522.3
Persistence of Unemployment and Welfare Receipt in Germany: Determinants and Duration Dependence

Friday, 20 July 2018: 16:00
Location: 716B (MTCC SOUTH BUILDING)
Oral Presentation
Torsten LIETZMANN, Institute for Employment Research (IAB), Germany
Katrin HOHMEYER, Institute for Employment Research (IAB), Germany
Although getting comparatively well through the last great recession, the German economy suffers from a high and stagnating incidence of long-term unemployment and benefit dependency and solutions for this problem are urgently needed. We are the first to study duration of benefit receipt and its determinants in the German basic income support for needy individuals capable of working (“unemployment benefit II, UBII”) as a whole and pay special attention to duration dependence.

Rich administrative data on welfare recipients became only available after the introduction of the UBII in 2005. Administrative data have several advantages over survey data: First, the large number of observations enables us to study effect heterogeneity. In particular, merging regional information allows us to consider regional heterogeneity. Moreover, administrative data on benefit receipt are based on actual payments of the welfare agencies to the recipients and thus can be regarded as highly reliable. This is not necessarily true for survey data, where individuals tend to underreport their benefit receipt.

As the welfare benefit is a means-tested household benefit, not all recipients are registered unemployed, but some are e.g. employed with insufficient earnings, participating in training or are economically inactive (e.g. due to child care obligations). This makes it necessary to study welfare receipt and unemployment separately.

Using exceptionally rich administrative data from the German Federal Employment Agency on individuals who received welfare benefit between 2006 and 2012, we estimate discrete-time hazard rate models that control for unobserved heterogeneity. Our results indicate that the chances of leaving welfare are determined by welfare duration, household composition and labour market resources. The chances of leaving unemployment are generally higher than those of leaving benefit receipt. They are also affected by duration dependence and labour market resources, but to a lesser extent by household composition.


§ **Task details**
For every line below, restate it exactly and drop the images.

*** Supplied records ***

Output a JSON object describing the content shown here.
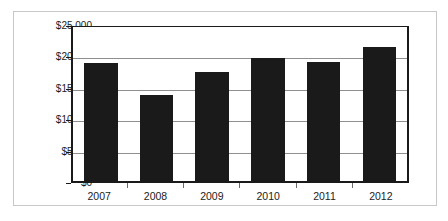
{
  "chart_data": {
    "type": "bar",
    "title": "",
    "subtitle": "",
    "xlabel": "",
    "ylabel": "",
    "categories": [
      "2007",
      "2008",
      "2009",
      "2010",
      "2011",
      "2012"
    ],
    "values": [
      19100,
      13900,
      17700,
      20000,
      19400,
      21800
    ],
    "series": [
      {
        "name": "",
        "values": [
          19100,
          13900,
          17700,
          20000,
          19400,
          21800
        ]
      }
    ],
    "ylim": [
      0,
      25000
    ],
    "ytick_values": [
      0,
      5000,
      10000,
      15000,
      20000,
      25000
    ],
    "ytick_labels": [
      "$0",
      "$5,000",
      "$10,000",
      "$15,000",
      "$20,000",
      "$25,000"
    ],
    "xtick_labels": [
      "2007",
      "2008",
      "2009",
      "2010",
      "2011",
      "2012"
    ],
    "grid": true,
    "grid_axis": "y",
    "legend": false,
    "legend_position": "none",
    "annotations": [],
    "colors": {
      "bar": "#1a1a1a",
      "gridline": "#8f8f8f",
      "axis": "#1a1a1a",
      "plot_background": "#ffffff",
      "figure_border": "#c8c8c8",
      "tick_label": "#1c1c1c"
    }
  }
}
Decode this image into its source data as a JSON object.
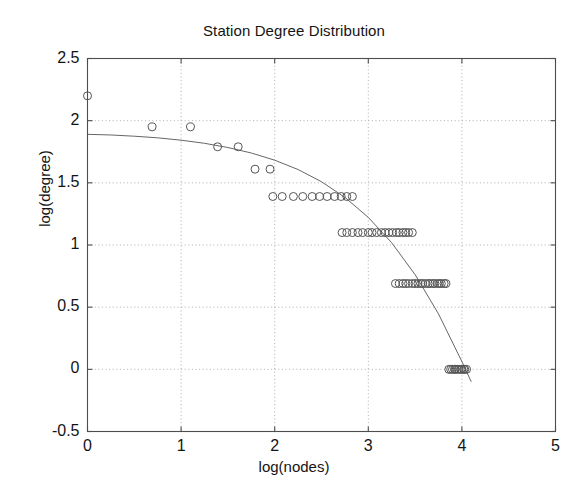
{
  "chart_data": {
    "type": "scatter",
    "title": "Station Degree Distribution",
    "xlabel": "log(nodes)",
    "ylabel": "log(degree)",
    "xlim": [
      0,
      5
    ],
    "ylim": [
      -0.5,
      2.5
    ],
    "xticks": [
      "0",
      "1",
      "2",
      "3",
      "4",
      "5"
    ],
    "xtick_values": [
      0,
      1,
      2,
      3,
      4,
      5
    ],
    "yticks": [
      "-0.5",
      "0",
      "0.5",
      "1",
      "1.5",
      "2",
      "2.5"
    ],
    "ytick_values": [
      -0.5,
      0,
      0.5,
      1,
      1.5,
      2,
      2.5
    ],
    "grid": "dotted",
    "legend": "none",
    "marker": "open-circle",
    "marker_color": "#555555",
    "fit_line_color": "#666666",
    "series": [
      {
        "name": "observed degrees",
        "type": "scatter",
        "x": [
          0.0,
          0.69,
          1.1,
          1.39,
          1.61,
          1.79,
          1.95,
          1.98,
          2.08,
          2.2,
          2.3,
          2.4,
          2.48,
          2.56,
          2.64,
          2.71,
          2.77,
          2.83,
          2.72,
          2.77,
          2.83,
          2.89,
          2.94,
          3.0,
          3.04,
          3.09,
          3.14,
          3.18,
          3.22,
          3.26,
          3.3,
          3.33,
          3.37,
          3.4,
          3.43,
          3.47,
          3.29,
          3.33,
          3.37,
          3.4,
          3.43,
          3.47,
          3.5,
          3.53,
          3.56,
          3.58,
          3.61,
          3.64,
          3.66,
          3.69,
          3.71,
          3.74,
          3.76,
          3.78,
          3.81,
          3.83,
          3.86,
          3.88,
          3.9,
          3.92,
          3.93,
          3.95,
          3.97,
          3.99,
          4.0,
          4.02,
          4.03,
          4.05
        ],
        "y": [
          2.2,
          1.95,
          1.95,
          1.79,
          1.79,
          1.61,
          1.61,
          1.39,
          1.39,
          1.39,
          1.39,
          1.39,
          1.39,
          1.39,
          1.39,
          1.39,
          1.39,
          1.39,
          1.1,
          1.1,
          1.1,
          1.1,
          1.1,
          1.1,
          1.1,
          1.1,
          1.1,
          1.1,
          1.1,
          1.1,
          1.1,
          1.1,
          1.1,
          1.1,
          1.1,
          1.1,
          0.69,
          0.69,
          0.69,
          0.69,
          0.69,
          0.69,
          0.69,
          0.69,
          0.69,
          0.69,
          0.69,
          0.69,
          0.69,
          0.69,
          0.69,
          0.69,
          0.69,
          0.69,
          0.69,
          0.69,
          0.0,
          0.0,
          0.0,
          0.0,
          0.0,
          0.0,
          0.0,
          0.0,
          0.0,
          0.0,
          0.0,
          0.0
        ]
      },
      {
        "name": "fitted curve",
        "type": "line",
        "x": [
          0.0,
          0.25,
          0.5,
          0.75,
          1.0,
          1.25,
          1.5,
          1.75,
          2.0,
          2.25,
          2.5,
          2.75,
          3.0,
          3.25,
          3.5,
          3.75,
          4.0,
          4.1
        ],
        "y": [
          1.89,
          1.885,
          1.875,
          1.862,
          1.843,
          1.818,
          1.784,
          1.74,
          1.682,
          1.607,
          1.509,
          1.383,
          1.222,
          1.018,
          0.762,
          0.446,
          0.062,
          -0.1
        ]
      }
    ]
  },
  "figure": {
    "background_color": "#ffffff",
    "axes_color": "#4d4d4d",
    "grid_color": "#999999"
  }
}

*** End of Supplied records ***

§ **Final answer**
Output a JSON object describing the content shown here.
{
  "chart_data": {
    "type": "bar",
    "title": "",
    "subtitle": "",
    "xlabel": "",
    "ylabel": "",
    "categories": [
      "2007",
      "2008",
      "2009",
      "2010",
      "2011",
      "2012"
    ],
    "values": [
      19100,
      13900,
      17700,
      20000,
      19400,
      21800
    ],
    "series": [
      {
        "name": "",
        "values": [
          19100,
          13900,
          17700,
          20000,
          19400,
          21800
        ]
      }
    ],
    "ylim": [
      0,
      25000
    ],
    "ytick_values": [
      0,
      5000,
      10000,
      15000,
      20000,
      25000
    ],
    "ytick_labels": [
      "$0",
      "$5,000",
      "$10,000",
      "$15,000",
      "$20,000",
      "$25,000"
    ],
    "xtick_labels": [
      "2007",
      "2008",
      "2009",
      "2010",
      "2011",
      "2012"
    ],
    "grid": true,
    "grid_axis": "y",
    "legend": false,
    "legend_position": "none",
    "annotations": [],
    "colors": {
      "bar": "#1a1a1a",
      "gridline": "#8f8f8f",
      "axis": "#1a1a1a",
      "plot_background": "#ffffff",
      "figure_border": "#c8c8c8",
      "tick_label": "#1c1c1c"
    }
  }
}
Decode this image into its source data as a JSON object.
{
  "chart_data": {
    "type": "scatter",
    "title": "Station Degree Distribution",
    "xlabel": "log(nodes)",
    "ylabel": "log(degree)",
    "xlim": [
      0,
      5
    ],
    "ylim": [
      -0.5,
      2.5
    ],
    "xticks": [
      "0",
      "1",
      "2",
      "3",
      "4",
      "5"
    ],
    "xtick_values": [
      0,
      1,
      2,
      3,
      4,
      5
    ],
    "yticks": [
      "-0.5",
      "0",
      "0.5",
      "1",
      "1.5",
      "2",
      "2.5"
    ],
    "ytick_values": [
      -0.5,
      0,
      0.5,
      1,
      1.5,
      2,
      2.5
    ],
    "grid": "dotted",
    "legend": "none",
    "marker": "open-circle",
    "marker_color": "#555555",
    "fit_line_color": "#666666",
    "series": [
      {
        "name": "observed degrees",
        "type": "scatter",
        "x": [
          0.0,
          0.69,
          1.1,
          1.39,
          1.61,
          1.79,
          1.95,
          1.98,
          2.08,
          2.2,
          2.3,
          2.4,
          2.48,
          2.56,
          2.64,
          2.71,
          2.77,
          2.83,
          2.72,
          2.77,
          2.83,
          2.89,
          2.94,
          3.0,
          3.04,
          3.09,
          3.14,
          3.18,
          3.22,
          3.26,
          3.3,
          3.33,
          3.37,
          3.4,
          3.43,
          3.47,
          3.29,
          3.33,
          3.37,
          3.4,
          3.43,
          3.47,
          3.5,
          3.53,
          3.56,
          3.58,
          3.61,
          3.64,
          3.66,
          3.69,
          3.71,
          3.74,
          3.76,
          3.78,
          3.81,
          3.83,
          3.86,
          3.88,
          3.9,
          3.92,
          3.93,
          3.95,
          3.97,
          3.99,
          4.0,
          4.02,
          4.03,
          4.05
        ],
        "y": [
          2.2,
          1.95,
          1.95,
          1.79,
          1.79,
          1.61,
          1.61,
          1.39,
          1.39,
          1.39,
          1.39,
          1.39,
          1.39,
          1.39,
          1.39,
          1.39,
          1.39,
          1.39,
          1.1,
          1.1,
          1.1,
          1.1,
          1.1,
          1.1,
          1.1,
          1.1,
          1.1,
          1.1,
          1.1,
          1.1,
          1.1,
          1.1,
          1.1,
          1.1,
          1.1,
          1.1,
          0.69,
          0.69,
          0.69,
          0.69,
          0.69,
          0.69,
          0.69,
          0.69,
          0.69,
          0.69,
          0.69,
          0.69,
          0.69,
          0.69,
          0.69,
          0.69,
          0.69,
          0.69,
          0.69,
          0.69,
          0.0,
          0.0,
          0.0,
          0.0,
          0.0,
          0.0,
          0.0,
          0.0,
          0.0,
          0.0,
          0.0,
          0.0
        ]
      },
      {
        "name": "fitted curve",
        "type": "line",
        "x": [
          0.0,
          0.25,
          0.5,
          0.75,
          1.0,
          1.25,
          1.5,
          1.75,
          2.0,
          2.25,
          2.5,
          2.75,
          3.0,
          3.25,
          3.5,
          3.75,
          4.0,
          4.1
        ],
        "y": [
          1.89,
          1.885,
          1.875,
          1.862,
          1.843,
          1.818,
          1.784,
          1.74,
          1.682,
          1.607,
          1.509,
          1.383,
          1.222,
          1.018,
          0.762,
          0.446,
          0.062,
          -0.1
        ]
      }
    ]
  },
  "figure": {
    "background_color": "#ffffff",
    "axes_color": "#4d4d4d",
    "grid_color": "#999999"
  }
}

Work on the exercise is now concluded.